As with much else, the dominant culture pretends that coupledom, the “hum do hamare do” plus grandparents, are our only major personal relationships. Relationships that don’t fit into this grid are depicted as superfluous or temporary—giggling gal pals passing time till married. Emotional truths are more complex.

And they have always been. To paraphrase what the scholar Ruth Vanita said to me about her new book, Gender, Sex, And The City: Urdu Rekhti Poetry In India, 1780-1870, on Lucknow’s culture, seen through its popular poetry: Everyone was married off as a norm. That was not the sum total of their personal life, which was made up of a rich web of relationships—gay, straight, lesbian, bisexual and non-sexual friendships, which, while not exactly respectable, were not considered immoral or an aberration.

These are not elements only of an urban culture. Across more rural Chhattisgarh and Jharkhand, there are widespread traditions of ritual friendship. For instance, women who develop close relationships working in the fields, have a ritual of exchanging wheat seedlings (called bhojali) that have been sprouted for nine days and offered to the goddess to solemnize a friendship—after which they call each other Bhojali. A number of such friendships across community and caste, within and across genders, are named after the offerings involved in their solemnizing rituals—phul-phulwari, mahaprasadi, gangajali, and so on. In Varanasi, some women seal their bond by giving each other ornaments, a practice called “tying sakhi”. And of course, in Bollywood, there’s Sholay.
For our own solace, we need to reinstate these social histories. They give a name and place to how our society feels about relational love—the intimacy we easily call prem, whether for friends, families or lovers.

Perhaps one of the reasons we have ceased to privilege friendships is because we’ve internalized Victorian definitions of hetero-normativeness, monogamy and familial relationships. Contemporary culture idealizes the couple who need only each other—my wife/husband is my best friend. The popular media stories around LGBT (lesbian, gay, bisexual and transgender) rights and recognition too stick very closely to this paradigm of coupledom and love as an indication of “normalcy”. This understanding only impoverishes our emotional lives, leaving us far more lonely than we are able to admit.
Two of my heterosexual male friends both hesitated to call friendship “romantic”. RS, a teacher, said: “In friendships with the opposite sex there is always some hum of awareness. It’s pleasant, you like to see yourself through their eyes because they are women, but it’s also a source of tension. It’s more relaxed with men.”

Women agreed there was a different feeling with men friends. Irrespective of their sexual orientation, they too spoke of being very attuned to female friends’ attractiveness from time to time. But they saw it as simply another interesting layer of the deep appreciations of friendship, not as a double-edged one.
Yet both the men—one married, another single—counted their friendships among their most important and sustaining intimate relationships, much as heterosexual women and gay and lesbian friends had done.
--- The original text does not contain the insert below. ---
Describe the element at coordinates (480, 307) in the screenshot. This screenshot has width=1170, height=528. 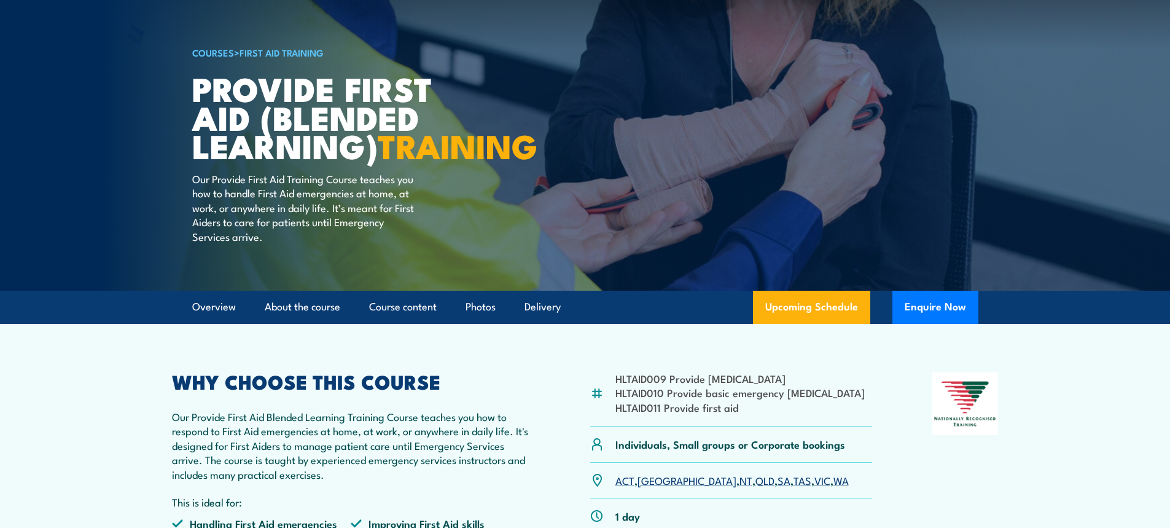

Those who value friendship in this way also share a more expansive idea of personal life, feeling it can’t be restricted to conservative definitions of family, any more than personal selves can be restricted by traditional expectations of gender, career, or sexual choices. Perhaps friendships make possible this host of less clearly mapped journeys which families often restrict. They offer understanding, conversation and love, which is not conditional on fulfilling traditional obligations.

Vanita puts it elegantly in her book when she talks of the ghazal: “(Friendship is) a more hidden, (relatively) less stylized love.” In being neither gay, nor straight, neither sexual nor asexual, friendship exists in that space we might call queer—which defies definition, but is yet vibrant and alive, and palpable and in fact, allows for the redefinition of social life. It has no reason to be, except that it springs from being human, and privileges and celebrates our humanity. To recognize friendship is to hear the unspoken, pay allegiance to human desire, to have the confidence that we may love and be loved for no reason, except for being us.